Groceries were far less at 5.34%. This sounds about right, since most common foods are exempt from the 4% Georgia sales tax—we only pay the county tax (3%) and Special Local Option Sales Tax (SPLOST), which is an additional 1% we’ll be paying here in Houston County until 2018 (when I’ll be old and decrepit). Most of our groceries were taxed at 4% instead of the usual 8% exacted by the tax collector. Of our total non-payroll tax load, 11% was paid on groceries. That’s a lot of bananas for a little bit of tax, comparatively speaking at least.
We try to limit our eating out, but we generally fail. That fat person who consumed the skinny person inside me likes restaurants. And there are times when I’d rather have someone else be the short-order cook when the kids change their minds five times after the meal has been prepared and placed lovingly in front of them. We are very fortunate to live in a place where restaurant meals are not taxed at a higher rate than everything else.
If you order a burger in Minneapolis, for instance, you’ll pay 10.775% extra. Chicago will save you a whopping .005% (if you round up it means nothing at all unless you order a magnum of Dom Perignon). Virginia Beach is an entire quarter of a percent less at 10.5%. In central Georgia we pay 8%, but we don’t have 18% automatically tacked on to the bill, like many restaurants in New York City. My average tax rate was 7.19%, but that’s because I tip well at sit-down restaurants. No tips at the frozen yogurt stand though. Only 3.8% of our tax load was eating out. We are nearly hermits, but we draw the line at roadkill.

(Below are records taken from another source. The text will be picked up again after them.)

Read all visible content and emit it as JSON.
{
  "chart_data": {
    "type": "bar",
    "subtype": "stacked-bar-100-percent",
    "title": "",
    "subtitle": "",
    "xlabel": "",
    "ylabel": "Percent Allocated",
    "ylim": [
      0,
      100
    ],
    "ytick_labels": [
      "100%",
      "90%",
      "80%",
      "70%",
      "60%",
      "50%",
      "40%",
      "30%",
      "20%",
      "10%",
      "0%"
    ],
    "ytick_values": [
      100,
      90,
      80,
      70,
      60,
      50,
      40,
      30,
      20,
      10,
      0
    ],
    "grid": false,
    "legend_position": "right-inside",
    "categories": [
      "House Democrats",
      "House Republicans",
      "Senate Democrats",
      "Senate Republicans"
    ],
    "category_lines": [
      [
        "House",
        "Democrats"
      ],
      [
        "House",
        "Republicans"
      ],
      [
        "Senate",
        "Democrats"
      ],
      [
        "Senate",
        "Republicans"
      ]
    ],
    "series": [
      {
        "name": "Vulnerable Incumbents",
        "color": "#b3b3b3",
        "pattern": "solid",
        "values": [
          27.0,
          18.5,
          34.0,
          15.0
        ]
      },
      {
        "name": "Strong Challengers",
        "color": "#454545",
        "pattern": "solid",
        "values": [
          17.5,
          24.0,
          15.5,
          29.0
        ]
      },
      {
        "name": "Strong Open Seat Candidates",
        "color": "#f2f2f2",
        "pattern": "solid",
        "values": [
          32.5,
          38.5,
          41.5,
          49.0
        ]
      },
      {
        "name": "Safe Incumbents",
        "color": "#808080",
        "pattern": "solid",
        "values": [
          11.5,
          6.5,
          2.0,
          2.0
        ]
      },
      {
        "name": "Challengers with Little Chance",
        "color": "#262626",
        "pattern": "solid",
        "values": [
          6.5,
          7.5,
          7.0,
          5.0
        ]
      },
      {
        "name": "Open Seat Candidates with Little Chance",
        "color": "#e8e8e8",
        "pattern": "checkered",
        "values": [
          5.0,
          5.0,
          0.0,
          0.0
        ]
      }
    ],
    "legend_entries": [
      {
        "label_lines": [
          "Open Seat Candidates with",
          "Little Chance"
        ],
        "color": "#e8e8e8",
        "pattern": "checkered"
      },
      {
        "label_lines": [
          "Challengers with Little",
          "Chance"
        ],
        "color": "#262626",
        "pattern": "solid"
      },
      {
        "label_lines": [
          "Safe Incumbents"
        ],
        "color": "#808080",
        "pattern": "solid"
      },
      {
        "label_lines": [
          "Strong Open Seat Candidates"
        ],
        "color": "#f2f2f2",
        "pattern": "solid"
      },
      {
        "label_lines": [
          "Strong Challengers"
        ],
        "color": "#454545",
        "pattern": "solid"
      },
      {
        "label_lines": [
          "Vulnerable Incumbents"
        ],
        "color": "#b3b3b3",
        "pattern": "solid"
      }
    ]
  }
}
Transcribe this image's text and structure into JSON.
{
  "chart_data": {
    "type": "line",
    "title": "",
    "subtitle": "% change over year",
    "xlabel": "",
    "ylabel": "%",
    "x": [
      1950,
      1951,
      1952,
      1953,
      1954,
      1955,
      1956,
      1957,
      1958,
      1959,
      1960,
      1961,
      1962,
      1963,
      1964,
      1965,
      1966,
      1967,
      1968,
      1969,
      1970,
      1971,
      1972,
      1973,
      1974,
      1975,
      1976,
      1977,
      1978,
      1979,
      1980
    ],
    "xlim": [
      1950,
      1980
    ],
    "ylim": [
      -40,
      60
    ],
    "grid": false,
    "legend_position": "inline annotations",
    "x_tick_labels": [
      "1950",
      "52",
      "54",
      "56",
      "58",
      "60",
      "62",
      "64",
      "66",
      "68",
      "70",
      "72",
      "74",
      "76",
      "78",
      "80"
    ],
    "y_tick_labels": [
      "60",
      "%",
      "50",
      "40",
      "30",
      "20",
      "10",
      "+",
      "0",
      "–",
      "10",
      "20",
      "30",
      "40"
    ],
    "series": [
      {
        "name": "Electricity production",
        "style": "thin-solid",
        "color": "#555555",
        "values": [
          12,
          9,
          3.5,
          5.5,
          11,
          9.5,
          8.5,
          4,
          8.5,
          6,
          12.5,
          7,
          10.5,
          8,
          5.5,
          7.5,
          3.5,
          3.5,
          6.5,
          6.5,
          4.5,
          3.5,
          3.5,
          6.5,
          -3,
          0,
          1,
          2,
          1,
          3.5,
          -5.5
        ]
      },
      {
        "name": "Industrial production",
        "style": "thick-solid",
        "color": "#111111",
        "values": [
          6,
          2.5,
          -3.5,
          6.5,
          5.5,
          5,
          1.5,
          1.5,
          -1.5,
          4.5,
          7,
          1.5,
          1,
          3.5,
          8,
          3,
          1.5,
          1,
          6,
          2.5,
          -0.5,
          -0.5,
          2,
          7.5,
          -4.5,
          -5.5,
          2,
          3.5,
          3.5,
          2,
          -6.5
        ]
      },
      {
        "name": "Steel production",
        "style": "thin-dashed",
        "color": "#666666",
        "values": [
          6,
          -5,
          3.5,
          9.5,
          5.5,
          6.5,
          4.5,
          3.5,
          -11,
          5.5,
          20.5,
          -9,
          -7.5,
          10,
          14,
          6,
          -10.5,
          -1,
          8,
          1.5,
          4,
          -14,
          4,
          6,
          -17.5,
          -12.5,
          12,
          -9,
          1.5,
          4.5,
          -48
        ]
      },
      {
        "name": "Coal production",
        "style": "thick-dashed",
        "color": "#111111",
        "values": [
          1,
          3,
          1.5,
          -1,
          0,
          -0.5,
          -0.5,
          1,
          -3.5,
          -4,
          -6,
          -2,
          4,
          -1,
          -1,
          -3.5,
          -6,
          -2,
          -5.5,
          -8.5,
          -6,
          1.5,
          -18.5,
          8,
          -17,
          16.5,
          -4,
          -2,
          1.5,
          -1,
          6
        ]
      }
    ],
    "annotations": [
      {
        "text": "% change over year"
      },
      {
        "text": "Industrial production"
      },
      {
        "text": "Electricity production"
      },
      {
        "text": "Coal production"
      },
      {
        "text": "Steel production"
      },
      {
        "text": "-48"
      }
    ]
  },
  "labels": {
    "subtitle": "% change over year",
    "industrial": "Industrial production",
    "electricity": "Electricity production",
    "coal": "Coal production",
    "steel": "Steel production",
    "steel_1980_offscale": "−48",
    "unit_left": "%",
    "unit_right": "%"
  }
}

The “all other” category included all kinds of taxes, like property tax on the house, sales tax on the car (amortized into the loan), license plate and registration (it’s a tax), clothes, household stuff, and practically anything else for which we forked over a heaping serving of cash to the government. This ended up being 79% of all the non-payroll taxes we paid, but the average rate was only 3.81%. I used “everything else” we spent money on as the denominator in calculating that ratio. Everything else, less our charitable giving and payroll taxes, that is. I guess we order a lot of stuff over the Internet, which is a godsend since most of it is still tax-free (curse you Amazon for giving in!).
I think part of the 3.81% “everything else” rate is simply because I was too lazy to calculate the specific items from which I captured the tax. I use budgeting software to track our expenses, and it’s hooked into our checking and credit card accounts. Normally, all I have to do is click and drag the items that show up in the daily list to predefined categories. In September, we had to collect every receipt, put them in a folder, and match up the receipts against the items as they show up—then separate out the taxes. It was a major pain in the tuchas. I likely got in a rush and missed some items. I don’t apologize for doing it. It’s my money after all.
In the end, the biggest lesson I learned was that calculating an entire month’s tax paid to the penny is for the birds. Or for bookkeepers with an incurable case of OCD and a numbers fetish. I have neither (okay I do have the OCD, just not with numbers). My wife marked the blessed occasion when we stopped matching receipts with tax amounts with a simple question: “do I still have to put receipts in that folder?” No. It’s over, thank God.
Without further tribulation and bother, I can now safely assume that the first ten days of most months belong to Uncle Sam and his brothers and sisters. This is in no way comforting, but I might mark the moment when I’m tax free some month with a celebratory drink. It will have to be recovered rain water though, because they tax soft drinks, wine, tap water, bottled water, and water from our water cooler, and that would spoil the moment.